*** Opening of Raw data ***

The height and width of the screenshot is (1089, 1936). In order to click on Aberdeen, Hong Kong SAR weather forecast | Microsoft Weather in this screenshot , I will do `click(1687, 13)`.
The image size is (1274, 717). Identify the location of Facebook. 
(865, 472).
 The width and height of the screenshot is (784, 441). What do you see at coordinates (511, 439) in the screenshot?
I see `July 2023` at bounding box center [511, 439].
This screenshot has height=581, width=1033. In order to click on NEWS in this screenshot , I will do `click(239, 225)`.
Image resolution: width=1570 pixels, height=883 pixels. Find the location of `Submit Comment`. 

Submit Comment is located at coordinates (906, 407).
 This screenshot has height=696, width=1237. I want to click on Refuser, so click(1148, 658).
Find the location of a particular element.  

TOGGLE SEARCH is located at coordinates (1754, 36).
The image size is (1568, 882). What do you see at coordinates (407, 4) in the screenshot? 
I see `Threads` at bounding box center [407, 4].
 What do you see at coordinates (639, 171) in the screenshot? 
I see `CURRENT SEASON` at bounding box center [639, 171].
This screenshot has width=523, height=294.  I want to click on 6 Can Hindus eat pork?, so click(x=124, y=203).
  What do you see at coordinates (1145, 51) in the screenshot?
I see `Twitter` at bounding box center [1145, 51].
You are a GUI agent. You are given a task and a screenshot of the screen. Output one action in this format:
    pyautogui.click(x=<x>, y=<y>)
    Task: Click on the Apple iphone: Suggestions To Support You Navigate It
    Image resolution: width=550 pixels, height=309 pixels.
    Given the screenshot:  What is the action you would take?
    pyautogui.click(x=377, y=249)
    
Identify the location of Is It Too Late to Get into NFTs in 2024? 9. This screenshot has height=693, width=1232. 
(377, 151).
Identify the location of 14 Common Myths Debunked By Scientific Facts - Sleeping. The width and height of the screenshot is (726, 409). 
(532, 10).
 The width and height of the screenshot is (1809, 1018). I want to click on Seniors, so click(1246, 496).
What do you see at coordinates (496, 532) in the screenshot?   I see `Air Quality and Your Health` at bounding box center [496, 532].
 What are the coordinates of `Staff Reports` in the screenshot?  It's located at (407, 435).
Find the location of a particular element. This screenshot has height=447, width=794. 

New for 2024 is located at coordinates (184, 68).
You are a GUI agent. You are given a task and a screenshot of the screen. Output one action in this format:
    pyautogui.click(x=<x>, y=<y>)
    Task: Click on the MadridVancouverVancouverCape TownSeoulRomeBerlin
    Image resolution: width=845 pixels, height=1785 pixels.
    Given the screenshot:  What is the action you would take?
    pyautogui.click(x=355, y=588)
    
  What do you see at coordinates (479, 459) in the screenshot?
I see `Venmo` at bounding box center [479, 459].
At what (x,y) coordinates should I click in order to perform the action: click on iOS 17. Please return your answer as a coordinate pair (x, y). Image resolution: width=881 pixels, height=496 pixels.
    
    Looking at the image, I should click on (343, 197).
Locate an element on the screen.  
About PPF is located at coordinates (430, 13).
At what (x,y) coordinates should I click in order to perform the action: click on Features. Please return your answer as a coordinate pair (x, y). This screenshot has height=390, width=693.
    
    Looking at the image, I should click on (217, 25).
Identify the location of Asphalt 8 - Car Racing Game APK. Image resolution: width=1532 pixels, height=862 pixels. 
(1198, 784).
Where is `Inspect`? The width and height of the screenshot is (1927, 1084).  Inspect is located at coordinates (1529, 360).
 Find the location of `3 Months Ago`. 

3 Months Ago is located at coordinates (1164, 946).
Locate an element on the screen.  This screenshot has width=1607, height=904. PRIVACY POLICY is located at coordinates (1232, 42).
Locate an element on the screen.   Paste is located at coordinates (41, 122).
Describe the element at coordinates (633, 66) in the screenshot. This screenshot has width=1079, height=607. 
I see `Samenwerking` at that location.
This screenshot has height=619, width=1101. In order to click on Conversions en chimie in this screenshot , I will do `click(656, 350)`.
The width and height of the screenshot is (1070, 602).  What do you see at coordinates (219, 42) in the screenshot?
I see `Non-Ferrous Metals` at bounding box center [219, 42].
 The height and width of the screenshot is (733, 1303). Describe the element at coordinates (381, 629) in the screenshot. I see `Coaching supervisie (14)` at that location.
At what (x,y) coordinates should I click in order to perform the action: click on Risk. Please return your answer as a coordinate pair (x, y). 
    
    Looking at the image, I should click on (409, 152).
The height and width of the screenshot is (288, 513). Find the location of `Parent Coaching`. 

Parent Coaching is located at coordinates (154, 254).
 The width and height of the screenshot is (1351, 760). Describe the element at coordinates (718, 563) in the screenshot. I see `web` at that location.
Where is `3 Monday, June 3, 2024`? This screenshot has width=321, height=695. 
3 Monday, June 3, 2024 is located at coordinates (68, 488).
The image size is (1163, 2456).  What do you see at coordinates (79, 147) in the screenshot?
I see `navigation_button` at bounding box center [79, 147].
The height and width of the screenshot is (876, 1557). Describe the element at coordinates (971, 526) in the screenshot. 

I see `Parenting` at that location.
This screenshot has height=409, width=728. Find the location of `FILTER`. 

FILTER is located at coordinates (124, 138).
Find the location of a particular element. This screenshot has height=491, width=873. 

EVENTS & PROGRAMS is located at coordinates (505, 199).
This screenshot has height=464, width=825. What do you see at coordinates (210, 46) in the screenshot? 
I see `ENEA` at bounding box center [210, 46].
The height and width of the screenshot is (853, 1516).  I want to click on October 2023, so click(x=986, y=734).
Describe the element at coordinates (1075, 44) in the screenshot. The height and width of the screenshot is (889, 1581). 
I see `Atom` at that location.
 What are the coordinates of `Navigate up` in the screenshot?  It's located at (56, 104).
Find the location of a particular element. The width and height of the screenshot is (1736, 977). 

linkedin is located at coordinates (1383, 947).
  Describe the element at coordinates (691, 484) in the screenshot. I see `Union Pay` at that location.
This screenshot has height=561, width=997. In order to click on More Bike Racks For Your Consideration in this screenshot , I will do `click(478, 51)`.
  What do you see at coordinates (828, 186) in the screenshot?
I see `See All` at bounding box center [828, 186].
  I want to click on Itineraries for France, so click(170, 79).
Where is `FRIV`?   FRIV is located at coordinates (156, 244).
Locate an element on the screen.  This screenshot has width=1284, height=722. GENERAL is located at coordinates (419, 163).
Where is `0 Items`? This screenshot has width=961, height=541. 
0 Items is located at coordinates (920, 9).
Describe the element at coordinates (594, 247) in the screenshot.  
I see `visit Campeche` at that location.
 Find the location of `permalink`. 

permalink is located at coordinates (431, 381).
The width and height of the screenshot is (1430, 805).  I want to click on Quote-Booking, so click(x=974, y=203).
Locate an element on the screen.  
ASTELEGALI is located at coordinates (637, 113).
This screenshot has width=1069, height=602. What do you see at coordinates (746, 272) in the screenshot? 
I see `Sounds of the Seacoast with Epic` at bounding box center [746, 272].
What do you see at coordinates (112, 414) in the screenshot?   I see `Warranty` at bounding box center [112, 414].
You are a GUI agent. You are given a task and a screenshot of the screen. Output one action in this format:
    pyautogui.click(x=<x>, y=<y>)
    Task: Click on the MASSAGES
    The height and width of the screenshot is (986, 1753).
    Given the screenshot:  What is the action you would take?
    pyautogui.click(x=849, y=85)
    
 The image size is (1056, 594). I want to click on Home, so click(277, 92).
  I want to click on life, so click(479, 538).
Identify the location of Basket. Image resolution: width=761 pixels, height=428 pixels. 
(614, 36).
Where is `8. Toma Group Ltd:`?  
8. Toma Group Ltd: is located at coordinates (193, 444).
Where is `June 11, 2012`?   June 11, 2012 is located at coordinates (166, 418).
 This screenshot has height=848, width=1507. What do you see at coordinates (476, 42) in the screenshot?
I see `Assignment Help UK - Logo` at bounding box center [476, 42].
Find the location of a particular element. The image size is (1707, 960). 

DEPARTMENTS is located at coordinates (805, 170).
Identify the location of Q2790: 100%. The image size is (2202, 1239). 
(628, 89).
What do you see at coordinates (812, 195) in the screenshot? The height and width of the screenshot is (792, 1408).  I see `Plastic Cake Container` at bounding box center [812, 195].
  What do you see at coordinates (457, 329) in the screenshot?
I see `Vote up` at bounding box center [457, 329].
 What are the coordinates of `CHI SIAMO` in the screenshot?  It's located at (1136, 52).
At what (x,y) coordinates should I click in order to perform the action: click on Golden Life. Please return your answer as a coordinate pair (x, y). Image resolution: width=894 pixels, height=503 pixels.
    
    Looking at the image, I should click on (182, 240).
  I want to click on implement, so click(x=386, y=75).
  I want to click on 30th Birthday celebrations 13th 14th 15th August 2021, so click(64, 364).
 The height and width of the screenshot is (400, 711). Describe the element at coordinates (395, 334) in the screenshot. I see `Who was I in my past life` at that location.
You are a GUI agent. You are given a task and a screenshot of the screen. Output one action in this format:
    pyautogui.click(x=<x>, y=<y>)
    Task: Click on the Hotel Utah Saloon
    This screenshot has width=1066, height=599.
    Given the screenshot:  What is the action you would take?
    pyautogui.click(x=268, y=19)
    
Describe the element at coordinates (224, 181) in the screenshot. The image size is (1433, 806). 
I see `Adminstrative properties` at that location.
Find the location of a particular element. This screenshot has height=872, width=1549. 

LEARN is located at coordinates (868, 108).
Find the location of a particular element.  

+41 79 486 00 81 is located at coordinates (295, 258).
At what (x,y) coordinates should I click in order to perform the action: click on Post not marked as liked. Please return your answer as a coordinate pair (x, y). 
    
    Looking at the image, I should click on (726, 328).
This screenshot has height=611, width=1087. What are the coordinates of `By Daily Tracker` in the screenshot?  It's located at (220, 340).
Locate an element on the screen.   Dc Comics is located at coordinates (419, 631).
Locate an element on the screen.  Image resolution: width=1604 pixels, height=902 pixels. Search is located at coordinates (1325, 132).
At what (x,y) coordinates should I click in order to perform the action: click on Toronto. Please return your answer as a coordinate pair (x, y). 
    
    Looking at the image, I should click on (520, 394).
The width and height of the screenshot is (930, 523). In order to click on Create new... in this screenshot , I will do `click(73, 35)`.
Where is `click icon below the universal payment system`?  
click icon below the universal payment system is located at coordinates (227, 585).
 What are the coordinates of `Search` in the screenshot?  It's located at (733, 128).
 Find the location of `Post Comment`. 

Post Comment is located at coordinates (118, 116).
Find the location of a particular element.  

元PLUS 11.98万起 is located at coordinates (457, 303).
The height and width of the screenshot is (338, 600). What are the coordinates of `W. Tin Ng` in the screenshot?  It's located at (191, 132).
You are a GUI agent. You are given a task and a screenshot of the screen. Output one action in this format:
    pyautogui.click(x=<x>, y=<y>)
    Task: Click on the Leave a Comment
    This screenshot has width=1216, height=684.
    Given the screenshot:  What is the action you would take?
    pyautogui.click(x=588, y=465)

*** Close of Raw data ***

Copy every line of the data above in which the string "Navigate" appears.

    Task: Click on the Apple iphone: Suggestions To Support You Navigate It
 What are the coordinates of `Navigate up` in the screenshot?  It's located at (56, 104).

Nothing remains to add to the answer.